The third poem, “Ruth,” is an elegy for a woman who was a World War II survivor and a defense lawyer. The poem follows a similar thought trail as the other two in the sense that it meanders in an imaginative fashion, but the subject matter is dark and impactful:
She was a Jew. Sometimes she didn’t know what that meant.
It’s simple and incomprehensible, like algebra.
At times she tried to work it through. The Gestapo knew exactly what it meant
to be a Jew. The great philosophical tradition helped,
definitions sharp as knives, direct as a Buddhist’s arrow.
This poem operates on asymmetrical contrasts that are both ideological and gender-related. Mathematical thought, philosophy, and religion are paired with the brutal nature of The Gestapo who “knew exactly what it meant to be a Jew” and are weighted against Ruth, who attempts to “work it through,” which is a phrase heavy with passionate sarcasm. However, an excellent shift occurs that asserts Ruth’s being in miraculous ways:
She was beautiful. She should have died then, like the other men and women,
vanished without a trace, gone without elegies, like so many others,
like the air, but she lived a long time, in daylight, in the sun,
in the daily air, the oxygen of ordinary Krakow.

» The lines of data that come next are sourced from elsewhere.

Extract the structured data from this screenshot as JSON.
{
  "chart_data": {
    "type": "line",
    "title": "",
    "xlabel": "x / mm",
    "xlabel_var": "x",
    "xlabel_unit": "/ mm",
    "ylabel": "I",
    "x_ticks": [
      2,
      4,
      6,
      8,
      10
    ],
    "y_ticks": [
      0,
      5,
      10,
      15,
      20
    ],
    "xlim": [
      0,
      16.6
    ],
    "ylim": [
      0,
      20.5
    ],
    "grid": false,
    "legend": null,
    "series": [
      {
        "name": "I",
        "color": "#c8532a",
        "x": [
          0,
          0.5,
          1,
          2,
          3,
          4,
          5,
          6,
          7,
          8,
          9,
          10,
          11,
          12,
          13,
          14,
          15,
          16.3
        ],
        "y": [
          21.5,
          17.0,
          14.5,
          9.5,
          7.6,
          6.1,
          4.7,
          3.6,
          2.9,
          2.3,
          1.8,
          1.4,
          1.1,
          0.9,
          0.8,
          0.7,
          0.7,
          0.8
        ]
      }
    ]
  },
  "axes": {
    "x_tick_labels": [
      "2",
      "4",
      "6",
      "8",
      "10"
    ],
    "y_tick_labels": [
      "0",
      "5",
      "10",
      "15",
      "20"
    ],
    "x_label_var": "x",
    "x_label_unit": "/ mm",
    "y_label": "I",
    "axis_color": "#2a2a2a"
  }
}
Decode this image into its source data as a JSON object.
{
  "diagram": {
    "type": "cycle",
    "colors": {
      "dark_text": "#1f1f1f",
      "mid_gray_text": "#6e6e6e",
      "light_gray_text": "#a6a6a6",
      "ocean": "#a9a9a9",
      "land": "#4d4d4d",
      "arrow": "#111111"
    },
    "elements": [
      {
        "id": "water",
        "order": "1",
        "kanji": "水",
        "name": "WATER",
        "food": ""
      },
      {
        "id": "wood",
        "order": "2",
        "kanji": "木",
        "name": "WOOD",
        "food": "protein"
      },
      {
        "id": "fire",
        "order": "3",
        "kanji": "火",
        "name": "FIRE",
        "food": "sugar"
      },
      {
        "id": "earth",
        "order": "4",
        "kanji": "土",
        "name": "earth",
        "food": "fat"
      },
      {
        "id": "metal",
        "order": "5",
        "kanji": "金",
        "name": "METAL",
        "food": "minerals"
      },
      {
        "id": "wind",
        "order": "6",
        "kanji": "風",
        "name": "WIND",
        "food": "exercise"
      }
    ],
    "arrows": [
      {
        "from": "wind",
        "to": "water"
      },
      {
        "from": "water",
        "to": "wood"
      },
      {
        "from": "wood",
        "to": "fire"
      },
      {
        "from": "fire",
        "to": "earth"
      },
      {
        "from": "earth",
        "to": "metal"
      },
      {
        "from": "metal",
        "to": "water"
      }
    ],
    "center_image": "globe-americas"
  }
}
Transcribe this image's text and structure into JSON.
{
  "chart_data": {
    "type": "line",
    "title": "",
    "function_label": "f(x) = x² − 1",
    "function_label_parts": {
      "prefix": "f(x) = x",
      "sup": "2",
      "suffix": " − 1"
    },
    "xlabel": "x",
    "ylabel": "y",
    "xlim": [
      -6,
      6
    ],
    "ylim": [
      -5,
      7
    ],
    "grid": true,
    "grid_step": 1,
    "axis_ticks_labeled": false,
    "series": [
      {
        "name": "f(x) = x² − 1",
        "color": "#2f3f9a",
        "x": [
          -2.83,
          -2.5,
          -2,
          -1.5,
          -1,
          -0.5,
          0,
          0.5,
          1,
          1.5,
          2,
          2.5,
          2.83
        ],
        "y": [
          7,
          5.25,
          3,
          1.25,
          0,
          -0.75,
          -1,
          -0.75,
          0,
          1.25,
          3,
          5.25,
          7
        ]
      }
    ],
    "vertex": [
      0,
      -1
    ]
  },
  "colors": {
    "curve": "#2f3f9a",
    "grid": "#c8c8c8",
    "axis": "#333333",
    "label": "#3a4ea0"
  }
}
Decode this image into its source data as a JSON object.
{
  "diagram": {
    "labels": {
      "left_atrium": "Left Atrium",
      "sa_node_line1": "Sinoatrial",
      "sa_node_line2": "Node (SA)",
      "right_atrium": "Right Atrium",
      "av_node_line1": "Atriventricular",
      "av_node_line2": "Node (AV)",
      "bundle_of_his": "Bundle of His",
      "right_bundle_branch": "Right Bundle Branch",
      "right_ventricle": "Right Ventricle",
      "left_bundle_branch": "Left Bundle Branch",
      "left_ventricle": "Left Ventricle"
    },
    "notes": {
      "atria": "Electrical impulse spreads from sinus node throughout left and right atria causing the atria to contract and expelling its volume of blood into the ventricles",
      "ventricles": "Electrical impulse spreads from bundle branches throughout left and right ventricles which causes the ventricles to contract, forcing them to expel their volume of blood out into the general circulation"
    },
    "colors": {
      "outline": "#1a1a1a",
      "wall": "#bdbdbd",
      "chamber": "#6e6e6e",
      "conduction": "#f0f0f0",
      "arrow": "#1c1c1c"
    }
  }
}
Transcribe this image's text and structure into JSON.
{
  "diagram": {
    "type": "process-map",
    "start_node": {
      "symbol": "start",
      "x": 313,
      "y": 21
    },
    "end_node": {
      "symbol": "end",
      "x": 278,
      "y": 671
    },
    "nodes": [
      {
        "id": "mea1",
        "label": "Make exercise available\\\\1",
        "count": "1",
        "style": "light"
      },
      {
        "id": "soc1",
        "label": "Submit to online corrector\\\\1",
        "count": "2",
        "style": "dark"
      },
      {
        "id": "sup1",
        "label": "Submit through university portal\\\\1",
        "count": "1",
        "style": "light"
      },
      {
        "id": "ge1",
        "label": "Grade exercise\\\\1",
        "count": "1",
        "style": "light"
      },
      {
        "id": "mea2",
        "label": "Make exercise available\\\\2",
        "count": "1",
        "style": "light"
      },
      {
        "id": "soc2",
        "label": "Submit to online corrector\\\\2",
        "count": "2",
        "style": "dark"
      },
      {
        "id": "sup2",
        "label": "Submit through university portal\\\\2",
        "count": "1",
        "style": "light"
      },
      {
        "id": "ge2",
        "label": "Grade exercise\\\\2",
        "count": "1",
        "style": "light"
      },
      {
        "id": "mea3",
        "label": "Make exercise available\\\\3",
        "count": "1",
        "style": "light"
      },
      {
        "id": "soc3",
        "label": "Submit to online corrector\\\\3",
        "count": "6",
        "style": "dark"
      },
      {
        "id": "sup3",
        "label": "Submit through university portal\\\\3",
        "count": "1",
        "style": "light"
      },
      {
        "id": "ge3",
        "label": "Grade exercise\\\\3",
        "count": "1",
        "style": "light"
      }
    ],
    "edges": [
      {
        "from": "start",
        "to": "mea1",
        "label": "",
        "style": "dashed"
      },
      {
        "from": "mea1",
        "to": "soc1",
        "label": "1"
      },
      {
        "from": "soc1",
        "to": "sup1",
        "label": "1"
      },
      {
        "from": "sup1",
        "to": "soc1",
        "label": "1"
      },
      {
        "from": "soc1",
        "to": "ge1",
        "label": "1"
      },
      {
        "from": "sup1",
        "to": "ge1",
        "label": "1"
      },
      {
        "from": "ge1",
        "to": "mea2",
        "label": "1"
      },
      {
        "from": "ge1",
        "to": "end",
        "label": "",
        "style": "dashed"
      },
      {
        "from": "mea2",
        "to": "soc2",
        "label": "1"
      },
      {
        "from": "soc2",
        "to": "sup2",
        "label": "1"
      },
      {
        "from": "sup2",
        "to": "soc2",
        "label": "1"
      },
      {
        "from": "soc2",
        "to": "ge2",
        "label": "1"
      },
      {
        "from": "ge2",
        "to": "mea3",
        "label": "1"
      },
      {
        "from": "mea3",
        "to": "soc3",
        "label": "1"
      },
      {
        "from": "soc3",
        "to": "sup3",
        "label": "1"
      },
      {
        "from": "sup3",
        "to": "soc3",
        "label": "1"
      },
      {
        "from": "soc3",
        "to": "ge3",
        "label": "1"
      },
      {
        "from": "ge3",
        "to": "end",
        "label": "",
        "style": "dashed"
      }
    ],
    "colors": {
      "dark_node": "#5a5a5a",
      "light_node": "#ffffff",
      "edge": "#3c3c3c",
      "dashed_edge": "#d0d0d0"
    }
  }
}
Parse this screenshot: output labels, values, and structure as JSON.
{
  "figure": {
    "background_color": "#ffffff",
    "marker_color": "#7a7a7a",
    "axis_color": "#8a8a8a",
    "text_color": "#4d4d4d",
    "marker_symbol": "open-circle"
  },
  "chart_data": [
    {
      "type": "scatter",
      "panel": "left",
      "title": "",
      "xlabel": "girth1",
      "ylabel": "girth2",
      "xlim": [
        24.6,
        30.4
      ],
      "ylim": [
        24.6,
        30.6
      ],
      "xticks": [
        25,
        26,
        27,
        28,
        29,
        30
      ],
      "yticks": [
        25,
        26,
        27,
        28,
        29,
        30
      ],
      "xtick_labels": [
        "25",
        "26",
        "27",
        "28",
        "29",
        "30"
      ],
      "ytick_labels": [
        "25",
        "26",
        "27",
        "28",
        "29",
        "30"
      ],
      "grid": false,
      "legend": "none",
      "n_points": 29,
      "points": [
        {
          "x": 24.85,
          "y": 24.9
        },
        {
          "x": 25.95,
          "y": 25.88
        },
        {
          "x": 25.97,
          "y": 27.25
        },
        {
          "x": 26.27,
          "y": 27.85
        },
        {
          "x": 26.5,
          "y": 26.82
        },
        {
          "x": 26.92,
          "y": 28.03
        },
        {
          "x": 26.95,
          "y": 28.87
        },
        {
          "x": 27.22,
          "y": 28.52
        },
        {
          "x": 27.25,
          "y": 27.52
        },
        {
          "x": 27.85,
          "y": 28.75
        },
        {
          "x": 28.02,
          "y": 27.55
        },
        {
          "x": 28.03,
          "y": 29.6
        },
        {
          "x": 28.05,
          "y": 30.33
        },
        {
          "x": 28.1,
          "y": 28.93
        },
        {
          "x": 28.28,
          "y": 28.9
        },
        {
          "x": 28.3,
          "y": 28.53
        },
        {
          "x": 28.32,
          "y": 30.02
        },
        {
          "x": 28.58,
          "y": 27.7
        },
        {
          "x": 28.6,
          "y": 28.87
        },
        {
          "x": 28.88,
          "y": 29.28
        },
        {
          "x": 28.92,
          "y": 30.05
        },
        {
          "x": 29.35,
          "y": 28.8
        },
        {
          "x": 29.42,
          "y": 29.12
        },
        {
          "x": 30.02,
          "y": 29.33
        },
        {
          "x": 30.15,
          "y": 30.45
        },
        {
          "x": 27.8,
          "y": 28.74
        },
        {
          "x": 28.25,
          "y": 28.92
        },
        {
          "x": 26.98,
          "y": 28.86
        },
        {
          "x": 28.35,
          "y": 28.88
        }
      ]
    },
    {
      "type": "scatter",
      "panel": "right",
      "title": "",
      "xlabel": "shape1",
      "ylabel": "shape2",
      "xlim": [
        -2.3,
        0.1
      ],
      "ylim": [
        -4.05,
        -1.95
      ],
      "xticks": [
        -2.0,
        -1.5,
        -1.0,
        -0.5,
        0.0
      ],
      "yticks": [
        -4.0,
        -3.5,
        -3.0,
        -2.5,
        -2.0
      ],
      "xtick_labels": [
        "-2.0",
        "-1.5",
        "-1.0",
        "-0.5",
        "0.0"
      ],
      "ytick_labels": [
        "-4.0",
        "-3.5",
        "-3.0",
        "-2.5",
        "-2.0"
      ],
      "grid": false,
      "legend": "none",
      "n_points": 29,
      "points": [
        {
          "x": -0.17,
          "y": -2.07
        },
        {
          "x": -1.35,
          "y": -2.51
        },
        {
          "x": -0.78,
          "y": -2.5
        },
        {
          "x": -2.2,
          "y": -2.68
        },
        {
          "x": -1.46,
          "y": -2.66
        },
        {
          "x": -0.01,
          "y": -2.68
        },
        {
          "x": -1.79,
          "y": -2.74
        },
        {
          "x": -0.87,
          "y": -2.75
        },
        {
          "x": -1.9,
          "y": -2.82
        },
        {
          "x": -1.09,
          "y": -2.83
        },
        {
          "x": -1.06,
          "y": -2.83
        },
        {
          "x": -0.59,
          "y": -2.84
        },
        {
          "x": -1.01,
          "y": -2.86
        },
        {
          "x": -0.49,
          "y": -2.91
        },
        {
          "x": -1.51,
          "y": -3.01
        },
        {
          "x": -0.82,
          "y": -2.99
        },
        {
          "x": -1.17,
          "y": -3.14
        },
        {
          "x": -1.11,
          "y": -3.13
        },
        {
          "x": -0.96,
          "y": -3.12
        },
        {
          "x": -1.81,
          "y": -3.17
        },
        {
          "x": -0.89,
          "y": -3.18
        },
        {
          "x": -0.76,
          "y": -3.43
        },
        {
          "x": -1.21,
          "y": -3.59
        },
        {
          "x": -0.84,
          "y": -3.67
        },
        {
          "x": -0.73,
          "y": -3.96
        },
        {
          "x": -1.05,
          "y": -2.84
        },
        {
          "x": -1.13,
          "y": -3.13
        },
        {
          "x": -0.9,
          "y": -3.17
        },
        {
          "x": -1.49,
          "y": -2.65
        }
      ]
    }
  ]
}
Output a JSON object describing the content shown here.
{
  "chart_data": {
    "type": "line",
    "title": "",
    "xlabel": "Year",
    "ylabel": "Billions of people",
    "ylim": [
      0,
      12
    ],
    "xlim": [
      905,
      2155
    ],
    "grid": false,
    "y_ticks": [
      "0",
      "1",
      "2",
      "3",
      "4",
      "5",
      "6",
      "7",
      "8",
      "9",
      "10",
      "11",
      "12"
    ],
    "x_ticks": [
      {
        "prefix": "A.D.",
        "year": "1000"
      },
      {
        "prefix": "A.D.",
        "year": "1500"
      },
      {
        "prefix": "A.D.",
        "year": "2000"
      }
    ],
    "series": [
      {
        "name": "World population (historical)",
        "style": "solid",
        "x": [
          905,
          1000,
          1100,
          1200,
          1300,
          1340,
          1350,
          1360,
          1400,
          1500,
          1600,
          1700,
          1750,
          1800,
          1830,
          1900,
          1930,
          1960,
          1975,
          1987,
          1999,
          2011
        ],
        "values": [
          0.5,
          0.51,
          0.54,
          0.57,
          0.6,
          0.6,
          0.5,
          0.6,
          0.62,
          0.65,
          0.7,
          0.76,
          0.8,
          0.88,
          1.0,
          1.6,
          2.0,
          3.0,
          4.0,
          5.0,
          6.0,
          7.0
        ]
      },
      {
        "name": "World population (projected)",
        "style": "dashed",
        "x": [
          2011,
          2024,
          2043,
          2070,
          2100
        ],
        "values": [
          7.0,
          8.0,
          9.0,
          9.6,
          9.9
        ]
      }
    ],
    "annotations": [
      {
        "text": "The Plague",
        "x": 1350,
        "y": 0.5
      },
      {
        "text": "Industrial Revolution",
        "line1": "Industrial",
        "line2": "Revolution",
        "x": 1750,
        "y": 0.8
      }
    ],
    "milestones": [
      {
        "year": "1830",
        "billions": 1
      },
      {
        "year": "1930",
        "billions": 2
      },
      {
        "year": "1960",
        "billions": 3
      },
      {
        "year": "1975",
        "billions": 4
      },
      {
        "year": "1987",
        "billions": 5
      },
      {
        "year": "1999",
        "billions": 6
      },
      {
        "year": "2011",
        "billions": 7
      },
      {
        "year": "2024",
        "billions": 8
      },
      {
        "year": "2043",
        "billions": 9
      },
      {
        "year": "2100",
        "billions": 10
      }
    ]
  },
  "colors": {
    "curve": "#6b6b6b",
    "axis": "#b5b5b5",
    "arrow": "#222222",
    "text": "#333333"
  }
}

Sometimes she couldn’t understand what it meant to be beautiful.
The mirror kept still, it didn’t know the philosophical definitions.
This is probably the most poignant moment in Asymmetry. Humanism breathes through Ruth, through the emotional power of the elegy as a poetic form that asserts her personhood even as it mourns her death. The powerful tone of the speaker is especially gripping: “she lived a long time, in the daylight, in the sun, / in the daily air, the oxygen of ordinary Krakow.” Ruth survived the harsh reality of an ideological and genocidal violence which sought to destroy her. The poem ends with the speaker celebrating a woman who chose to become a defense lawyer rather than a prosecutor. Ruth is honored as a conscientious defender instead of a victimized war survivor.
The poems in Asymmetry continue to establish Adam Zagajewski as a major voice in poetry. His use of tone, language, and metaphor is both effortless and nuanced, but his biggest strength is consistency. Zagajewski is one of the steadiest poets writing today. His voice never strays from its rhythms; the poems remain honest and powerful. He continues to find new ways to carry his lyrical and narrative sensibilities into innovative territory, keeping the work fresh.